Either here or in a comment at some other blog, I regretfully referred to the march in Washington, DC over the weekend of 9/12-9/13 as the “60,000 moron march.”

That remark was not original with me. Someone else said it first, and I thought it was really clever.

I’ve been chastened and corrected, and I humbly apologize. Apparently, the number of morons was somewhere between 20,000 and 30,000.

The defenestration of ACORN

I have often said here and elsewhere that the Democratic Party is the place where progressive movements go to die. Usually, they are just marginalized – ignored until they disappear. In the case of single payer advocacy, they were arrested. In the case of ACORN, the party has taken extreme measures – a public disembowelment not unlike that given William Wallace in Braveheart.

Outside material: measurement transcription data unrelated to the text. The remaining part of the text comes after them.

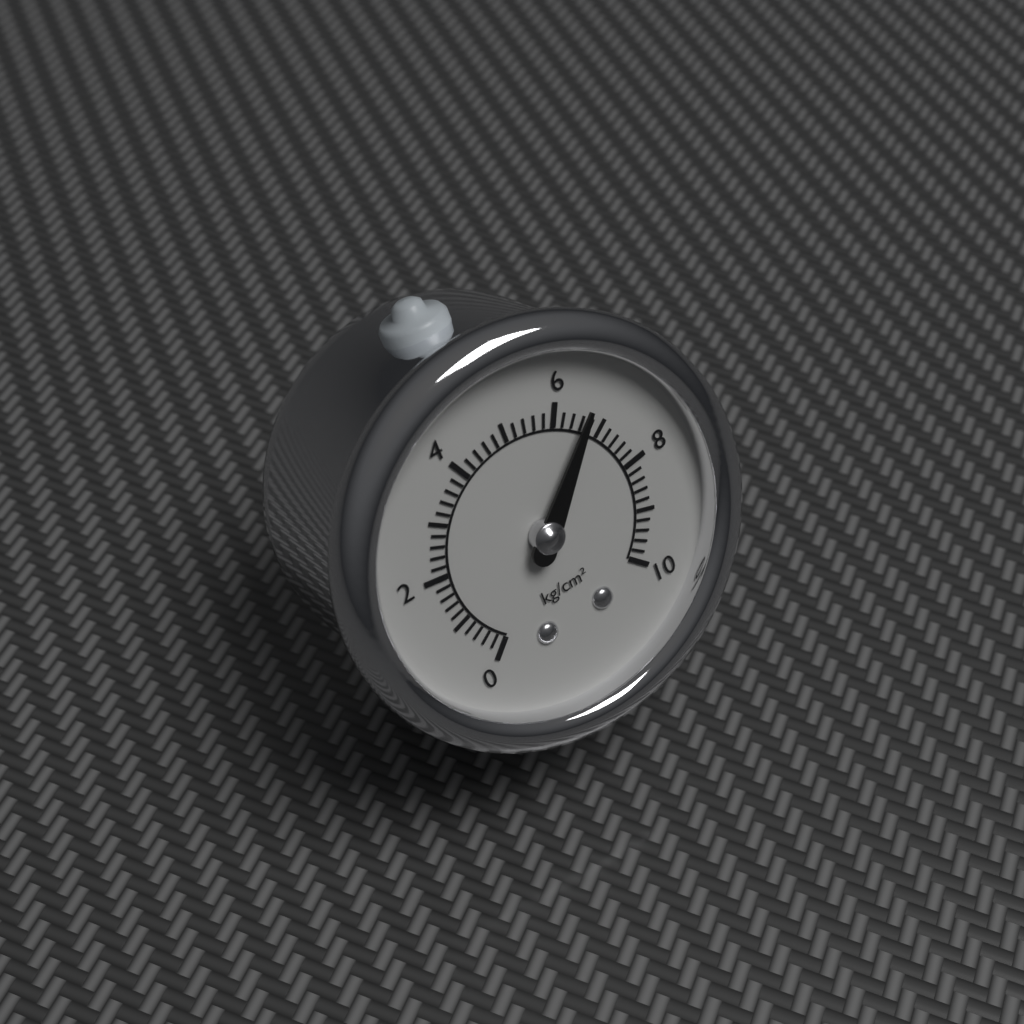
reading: 6.6 kg/cm²
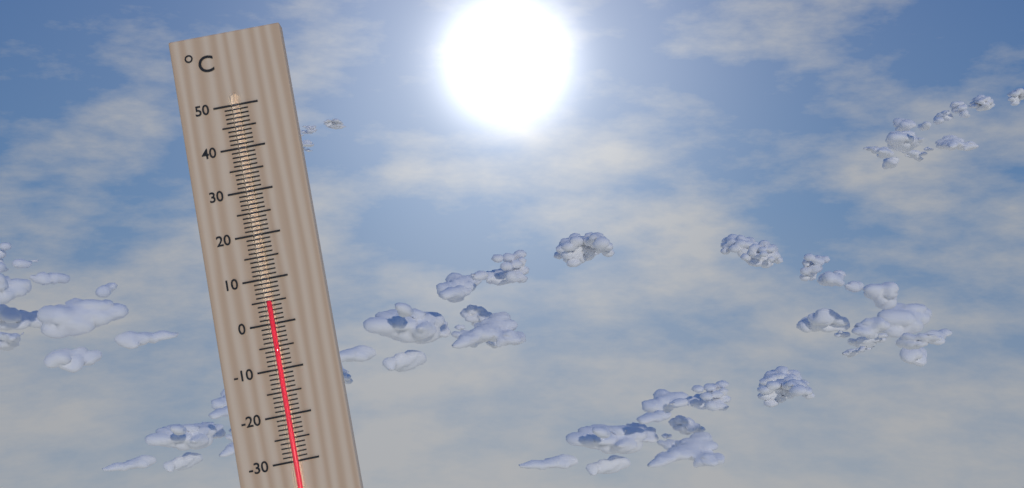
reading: 5 °C
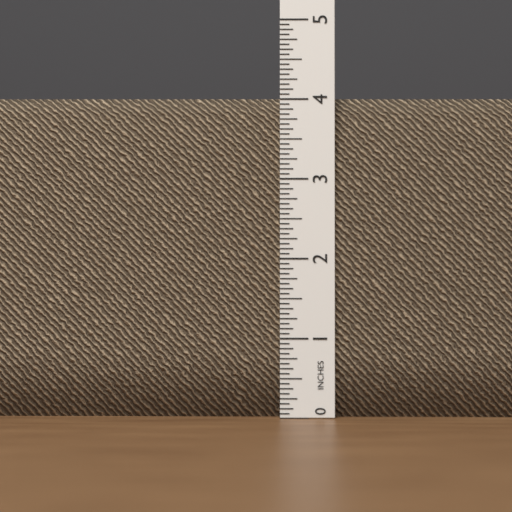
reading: 4.0000 in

The films of various ACORN agents offering crazy and stupid advice could be real – top to bottom. The ACORN employees could be agents provocateurs. The people who set them up could be what we used to call investigative reporters. They could be party hacks. It would take years to get to the bottom of the sting – is it Scaife? Is it Dick Armey? Or is it Rahm Emmanuel.

The sins of ACORN appear to be real – but don’t forget that Elliot Spitzer’s offense was real, but that he was only singled out for his prosecution of powerful figures on Wall Street. Prosecution of high-level crimes in politics is usually selective, with a few exposed and most similarly guilty unaffected. There is more here than meets the eye. As usual.

What ACORN agents apparently did was stupid, but not worthy of a death sentence. But real or not, the important thing to note is that ACORN is done, destroyed.

The question is, whodunnit? My guess is that the Democrats did this sting operation, and they did it because ACORN was dangerous. They were willing to tolerate the group when they were stirring up the peasantry in support of Barack Obama, but the real work of the organization is grassroots organization for things like community housing discrimination and access to health care. They are community organizers. The Democratic Party wants nothing to do with them.

The ferociousness of the slamming and castration of ACORN ought to be a lesson to Democrats everywhere about the true nature of their party (as if there were a shortage of such lessons). But mainstream Democrats will likely be glad to be rid of them. The business of the party is to cover the backs of Republicans as Republicans advance the interests of wealth.

ACORN was just a sideshow, a useful group when it came to electing a corporate Democrat, and now a nuisance. Long live ACORN.